Reg Naulty, Canberra Regional Meeting.

Perhaps the most baffling thing about prophecy is the mode by which it is experienced by the prophet. It is hard to avoid being confused about this because of the sheer lack of context into which to place such experience.

Fortunately, there is a plausible suggestion in a little known work published in 1972, Essays In The Philosophy of Religion by H.Price, who had been professor of philosophy at Oxford from 1935 to 1959. The book has a chapter "Paranormal Cognition, Symbolism and Inspiration" which provides illuminating context for prophecy.

The idea of the unconscious was popular at the close of the 19th Century. The American philosopher William James wrote “the further limits of our being plunge, it seems to me, into an altogether other dimension of existence from the sensible and merely ‘understandable’ world."1 In Russia, at about the same time, the novelist Dostoyevsky wrote that our roots go down into another world.

"Inspiration" is the word we use for appropriate ideas which just "come to us” or "occur to us". They come into consciousness as the result of unconscious mental operations.

But although these operations go on "behind the scenes", we can do something to set them going, and to open our conscious minds to the results, when they are ready. For instance, you may suggest to yourself, just before going to sleep, that thoughts about such and such topic will occur to you at 10 o`clock tomorrow morning, when you need them.

At the time you are making the suggestion the night before, confidence is needed. If you are anxious or fussy, you are suggesting to yourself that you will fail. But when the confidence is there, writes Price, the procedure works quite well. We can try it and see. There is another little dodge which seems to make it work better. When we are shaving, or putting on our lipstick, it is helpful to say to ourselves "I wonder what the ideas will be which will come to me at 10 O`clock…?".

Why do we have to work on getting these ideas up from the unconscious? Why don`t they come up by themselves? Price writes that there seems to be some sort of censorship or blockage which tends to keep them out, or repress them.

Such censorship may well be biologically useful. We would not be very successful in adapting ourselves to our environment if ideas kept on intruding from the unconscious.

It would help if the censor were off guard or off duty, and that is what happens when we are tired or relaxed and not thinking of anything in particular. When we are in the bath or shower is such a time. They are a time when useful ideas just occur to us. Perhaps the most famous example is that of Archimedes in his bath discovering how to find the volume of an irregular solid. A more modern, though less congenial, example, is that of the Russian physicist Sakharov, who got the idea of how to make a hydrogen bomb while he was waiting in a shopping queue.

It seems that we have to be in the right frame of mind, and which we are not if we are focused on items in the physical environment. The censor is too much on the alert for intrusions. But, as we have seen, there are ways of minimising its effectiveness and opening ourselves to ideas from the unconscious.

Could it be that one of the functions of the Quaker Meeting is to lay the censor aside? It is not uncommonly remarked that just as one was about to stand up and minister, someone else does so on the same topic. That is sometimes put down to telepathy, but perhaps it was that both people were open to the same message from the Spirit.

The suggestion is that prophecy comes up through the unconscious, indeed that it is a particular kind of inspiration, which, of course, is what has usually been held. Price has provided a model of how it works. A prophet is one in whom the door to the unconscious is unusually open. Of course, they also have to be close to God, which presupposes a life of prayer.

If I may say so, I have had one vision — personally valuable, but without religious import — and that was on the borderline between sleeping and waking, when the censor had not yet returned to duty. Price remarks that we have to be willing to receive what the unconscious has to offer, and many of us are not. We are afraid of it.

As for prayer, one of the best comments about it was made by that visionary, Julian of Norwich: God teaches us to pray.

 

1. William James, The Varieties of Religious Experience, Collins, The Fontana Library, 1968, p.490.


> Your assignment: For each line of the data below that contains "Number", return that line.

Start of The data

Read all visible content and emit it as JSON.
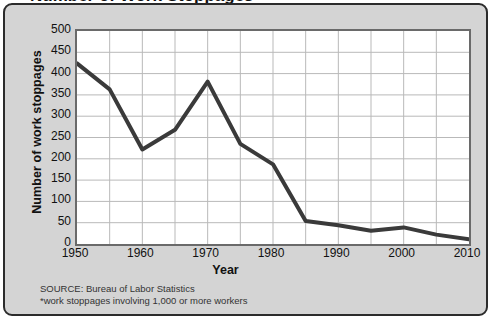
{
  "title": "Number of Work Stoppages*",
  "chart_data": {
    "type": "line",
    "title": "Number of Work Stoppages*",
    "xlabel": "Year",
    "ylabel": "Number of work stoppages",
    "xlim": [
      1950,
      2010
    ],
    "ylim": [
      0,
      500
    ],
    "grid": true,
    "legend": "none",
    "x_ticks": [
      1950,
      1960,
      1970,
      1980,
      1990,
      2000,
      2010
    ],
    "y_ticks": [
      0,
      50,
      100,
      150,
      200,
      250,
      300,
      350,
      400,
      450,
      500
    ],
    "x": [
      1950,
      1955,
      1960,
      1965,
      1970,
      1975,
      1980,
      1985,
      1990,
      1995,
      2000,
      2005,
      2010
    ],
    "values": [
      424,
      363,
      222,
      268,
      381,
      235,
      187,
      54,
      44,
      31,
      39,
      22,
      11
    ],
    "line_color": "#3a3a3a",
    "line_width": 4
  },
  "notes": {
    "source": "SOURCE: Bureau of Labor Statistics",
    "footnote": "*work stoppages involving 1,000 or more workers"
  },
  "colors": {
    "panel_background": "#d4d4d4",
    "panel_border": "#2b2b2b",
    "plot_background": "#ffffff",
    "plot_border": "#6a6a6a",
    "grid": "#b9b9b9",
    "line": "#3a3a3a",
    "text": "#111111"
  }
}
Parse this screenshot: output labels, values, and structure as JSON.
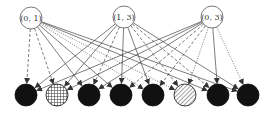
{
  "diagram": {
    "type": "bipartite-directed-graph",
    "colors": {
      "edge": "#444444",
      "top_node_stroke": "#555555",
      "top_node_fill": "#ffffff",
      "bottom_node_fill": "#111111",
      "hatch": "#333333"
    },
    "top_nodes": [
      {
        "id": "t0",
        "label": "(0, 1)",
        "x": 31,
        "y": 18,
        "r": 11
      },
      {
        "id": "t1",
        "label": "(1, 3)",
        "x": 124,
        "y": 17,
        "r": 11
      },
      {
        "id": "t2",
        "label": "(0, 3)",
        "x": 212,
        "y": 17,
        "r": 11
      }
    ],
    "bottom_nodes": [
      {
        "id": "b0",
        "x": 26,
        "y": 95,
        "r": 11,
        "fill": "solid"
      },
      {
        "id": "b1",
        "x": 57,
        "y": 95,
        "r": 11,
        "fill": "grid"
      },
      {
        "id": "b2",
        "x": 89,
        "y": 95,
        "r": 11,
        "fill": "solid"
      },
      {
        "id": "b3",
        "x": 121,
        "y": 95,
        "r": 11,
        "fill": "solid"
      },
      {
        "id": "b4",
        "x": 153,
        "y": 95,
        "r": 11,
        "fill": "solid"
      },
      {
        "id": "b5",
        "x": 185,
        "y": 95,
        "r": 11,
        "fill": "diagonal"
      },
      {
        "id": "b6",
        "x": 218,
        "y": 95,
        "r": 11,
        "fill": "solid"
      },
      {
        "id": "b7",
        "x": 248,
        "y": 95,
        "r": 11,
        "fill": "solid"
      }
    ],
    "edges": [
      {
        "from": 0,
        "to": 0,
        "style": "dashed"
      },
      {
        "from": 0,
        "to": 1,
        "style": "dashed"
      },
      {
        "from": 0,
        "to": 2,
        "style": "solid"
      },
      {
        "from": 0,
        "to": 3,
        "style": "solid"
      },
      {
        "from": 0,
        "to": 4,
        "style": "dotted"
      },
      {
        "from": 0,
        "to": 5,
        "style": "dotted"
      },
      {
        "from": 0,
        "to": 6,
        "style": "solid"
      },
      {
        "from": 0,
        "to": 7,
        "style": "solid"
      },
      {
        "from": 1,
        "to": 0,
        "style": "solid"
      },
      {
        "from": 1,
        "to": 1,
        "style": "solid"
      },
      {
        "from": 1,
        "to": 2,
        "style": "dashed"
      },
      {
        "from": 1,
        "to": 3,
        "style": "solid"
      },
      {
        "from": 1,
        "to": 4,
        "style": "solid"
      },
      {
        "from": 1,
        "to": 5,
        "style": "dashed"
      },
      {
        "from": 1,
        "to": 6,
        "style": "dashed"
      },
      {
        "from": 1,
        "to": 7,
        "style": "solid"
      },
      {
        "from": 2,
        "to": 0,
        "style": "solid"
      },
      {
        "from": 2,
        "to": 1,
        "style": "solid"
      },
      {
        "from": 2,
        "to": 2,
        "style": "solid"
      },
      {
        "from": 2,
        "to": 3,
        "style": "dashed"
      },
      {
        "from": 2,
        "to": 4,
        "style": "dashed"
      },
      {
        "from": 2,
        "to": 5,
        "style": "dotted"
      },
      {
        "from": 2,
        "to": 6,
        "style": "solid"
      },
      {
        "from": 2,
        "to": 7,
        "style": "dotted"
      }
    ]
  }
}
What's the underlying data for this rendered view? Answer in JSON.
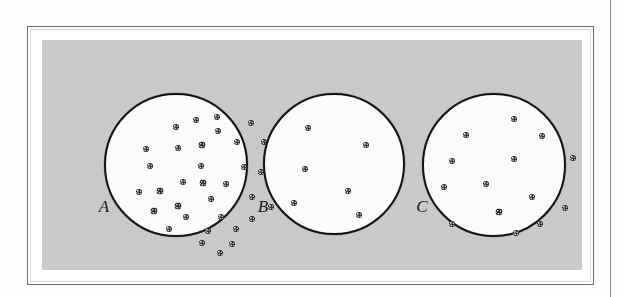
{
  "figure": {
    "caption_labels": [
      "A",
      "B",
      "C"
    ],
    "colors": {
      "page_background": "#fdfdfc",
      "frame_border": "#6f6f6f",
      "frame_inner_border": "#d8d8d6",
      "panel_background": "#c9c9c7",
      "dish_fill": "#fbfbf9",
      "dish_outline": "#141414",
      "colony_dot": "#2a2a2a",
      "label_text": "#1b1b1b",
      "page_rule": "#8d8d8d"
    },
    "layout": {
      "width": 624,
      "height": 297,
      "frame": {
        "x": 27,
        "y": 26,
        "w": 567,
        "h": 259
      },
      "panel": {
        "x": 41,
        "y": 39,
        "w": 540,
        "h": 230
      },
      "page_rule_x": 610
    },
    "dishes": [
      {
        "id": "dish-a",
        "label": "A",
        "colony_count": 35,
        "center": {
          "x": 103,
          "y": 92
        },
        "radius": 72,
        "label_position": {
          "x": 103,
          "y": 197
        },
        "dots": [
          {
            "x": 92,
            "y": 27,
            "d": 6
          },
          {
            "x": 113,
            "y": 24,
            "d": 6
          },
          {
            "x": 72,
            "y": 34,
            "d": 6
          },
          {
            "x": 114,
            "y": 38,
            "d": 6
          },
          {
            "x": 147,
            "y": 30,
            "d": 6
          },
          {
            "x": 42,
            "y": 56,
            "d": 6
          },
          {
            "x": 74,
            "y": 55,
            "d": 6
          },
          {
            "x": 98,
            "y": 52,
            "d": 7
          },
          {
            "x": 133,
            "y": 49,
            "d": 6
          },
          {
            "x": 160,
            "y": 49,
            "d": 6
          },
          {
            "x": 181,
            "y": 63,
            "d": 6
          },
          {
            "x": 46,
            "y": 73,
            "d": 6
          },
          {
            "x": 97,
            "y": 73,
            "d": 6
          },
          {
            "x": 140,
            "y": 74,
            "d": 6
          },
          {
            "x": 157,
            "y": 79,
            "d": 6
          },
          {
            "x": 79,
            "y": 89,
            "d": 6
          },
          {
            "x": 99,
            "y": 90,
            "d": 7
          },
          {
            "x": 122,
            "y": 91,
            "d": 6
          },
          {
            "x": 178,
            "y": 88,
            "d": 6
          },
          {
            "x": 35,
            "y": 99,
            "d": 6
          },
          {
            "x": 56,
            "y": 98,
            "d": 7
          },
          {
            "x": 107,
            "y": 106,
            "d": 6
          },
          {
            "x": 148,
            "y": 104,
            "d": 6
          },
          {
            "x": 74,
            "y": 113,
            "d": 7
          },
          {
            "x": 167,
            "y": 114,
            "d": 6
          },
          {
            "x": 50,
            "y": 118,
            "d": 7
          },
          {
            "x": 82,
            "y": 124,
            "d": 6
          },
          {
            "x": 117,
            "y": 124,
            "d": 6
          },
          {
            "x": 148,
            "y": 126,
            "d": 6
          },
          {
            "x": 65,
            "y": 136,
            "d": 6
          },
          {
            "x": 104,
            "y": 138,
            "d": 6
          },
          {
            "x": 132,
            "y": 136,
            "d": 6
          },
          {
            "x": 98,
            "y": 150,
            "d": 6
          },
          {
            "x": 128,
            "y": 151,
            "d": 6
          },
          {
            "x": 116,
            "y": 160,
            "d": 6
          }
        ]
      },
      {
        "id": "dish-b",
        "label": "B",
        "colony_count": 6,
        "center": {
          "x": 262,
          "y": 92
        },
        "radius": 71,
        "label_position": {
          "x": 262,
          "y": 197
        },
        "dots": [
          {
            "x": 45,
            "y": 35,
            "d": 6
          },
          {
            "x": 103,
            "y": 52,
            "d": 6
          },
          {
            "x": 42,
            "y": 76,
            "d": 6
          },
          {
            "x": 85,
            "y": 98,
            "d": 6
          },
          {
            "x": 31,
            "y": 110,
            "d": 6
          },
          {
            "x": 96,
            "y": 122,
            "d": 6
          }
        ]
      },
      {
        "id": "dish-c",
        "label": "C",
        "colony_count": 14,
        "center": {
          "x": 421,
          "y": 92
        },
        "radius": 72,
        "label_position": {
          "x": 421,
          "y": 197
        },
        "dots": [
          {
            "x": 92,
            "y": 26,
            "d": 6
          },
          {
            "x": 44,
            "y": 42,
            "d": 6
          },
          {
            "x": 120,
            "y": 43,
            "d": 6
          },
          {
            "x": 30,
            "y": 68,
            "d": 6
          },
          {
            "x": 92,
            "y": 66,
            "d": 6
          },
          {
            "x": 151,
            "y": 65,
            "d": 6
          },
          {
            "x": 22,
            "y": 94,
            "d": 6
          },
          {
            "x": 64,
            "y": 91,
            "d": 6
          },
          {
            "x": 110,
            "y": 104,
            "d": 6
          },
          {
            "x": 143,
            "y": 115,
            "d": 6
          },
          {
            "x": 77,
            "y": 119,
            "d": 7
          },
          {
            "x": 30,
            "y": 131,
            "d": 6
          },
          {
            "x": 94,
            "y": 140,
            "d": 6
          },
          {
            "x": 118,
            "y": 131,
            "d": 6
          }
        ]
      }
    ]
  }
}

End of The data
Start of The data

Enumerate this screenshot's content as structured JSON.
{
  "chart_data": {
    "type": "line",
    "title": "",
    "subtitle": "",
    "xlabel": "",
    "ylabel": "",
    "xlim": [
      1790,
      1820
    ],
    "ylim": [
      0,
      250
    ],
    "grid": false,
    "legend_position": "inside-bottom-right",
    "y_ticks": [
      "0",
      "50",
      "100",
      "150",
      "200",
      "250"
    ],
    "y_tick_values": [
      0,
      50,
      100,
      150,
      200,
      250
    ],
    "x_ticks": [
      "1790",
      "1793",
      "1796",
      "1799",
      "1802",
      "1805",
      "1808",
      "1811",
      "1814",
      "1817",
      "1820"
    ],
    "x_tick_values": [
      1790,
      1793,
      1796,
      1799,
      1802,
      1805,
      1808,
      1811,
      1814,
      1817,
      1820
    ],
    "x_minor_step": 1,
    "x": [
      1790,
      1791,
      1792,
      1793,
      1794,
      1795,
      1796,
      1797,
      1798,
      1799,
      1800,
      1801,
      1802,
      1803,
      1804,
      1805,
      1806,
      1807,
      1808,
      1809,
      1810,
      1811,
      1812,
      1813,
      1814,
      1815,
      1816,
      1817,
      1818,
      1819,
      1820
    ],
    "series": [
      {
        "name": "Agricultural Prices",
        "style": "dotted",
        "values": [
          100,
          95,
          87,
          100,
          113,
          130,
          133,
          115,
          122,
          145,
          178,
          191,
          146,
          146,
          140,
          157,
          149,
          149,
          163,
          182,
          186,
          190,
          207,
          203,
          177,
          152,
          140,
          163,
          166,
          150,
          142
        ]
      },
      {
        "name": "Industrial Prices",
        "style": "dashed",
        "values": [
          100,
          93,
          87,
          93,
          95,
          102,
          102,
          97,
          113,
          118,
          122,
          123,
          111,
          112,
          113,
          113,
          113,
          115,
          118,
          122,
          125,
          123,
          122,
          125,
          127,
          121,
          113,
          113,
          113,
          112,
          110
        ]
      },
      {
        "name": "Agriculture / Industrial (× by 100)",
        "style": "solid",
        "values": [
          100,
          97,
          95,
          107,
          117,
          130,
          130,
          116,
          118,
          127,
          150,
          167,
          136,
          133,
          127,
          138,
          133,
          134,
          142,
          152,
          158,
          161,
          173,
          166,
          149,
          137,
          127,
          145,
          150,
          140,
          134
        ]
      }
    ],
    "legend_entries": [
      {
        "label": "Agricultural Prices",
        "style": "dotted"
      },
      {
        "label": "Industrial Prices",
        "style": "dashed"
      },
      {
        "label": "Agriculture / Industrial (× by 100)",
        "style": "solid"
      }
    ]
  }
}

End of The data

> Task response:
  "title": "Number of Work Stoppages*",
    "title": "Number of Work Stoppages*",
    "ylabel": "Number of work stoppages",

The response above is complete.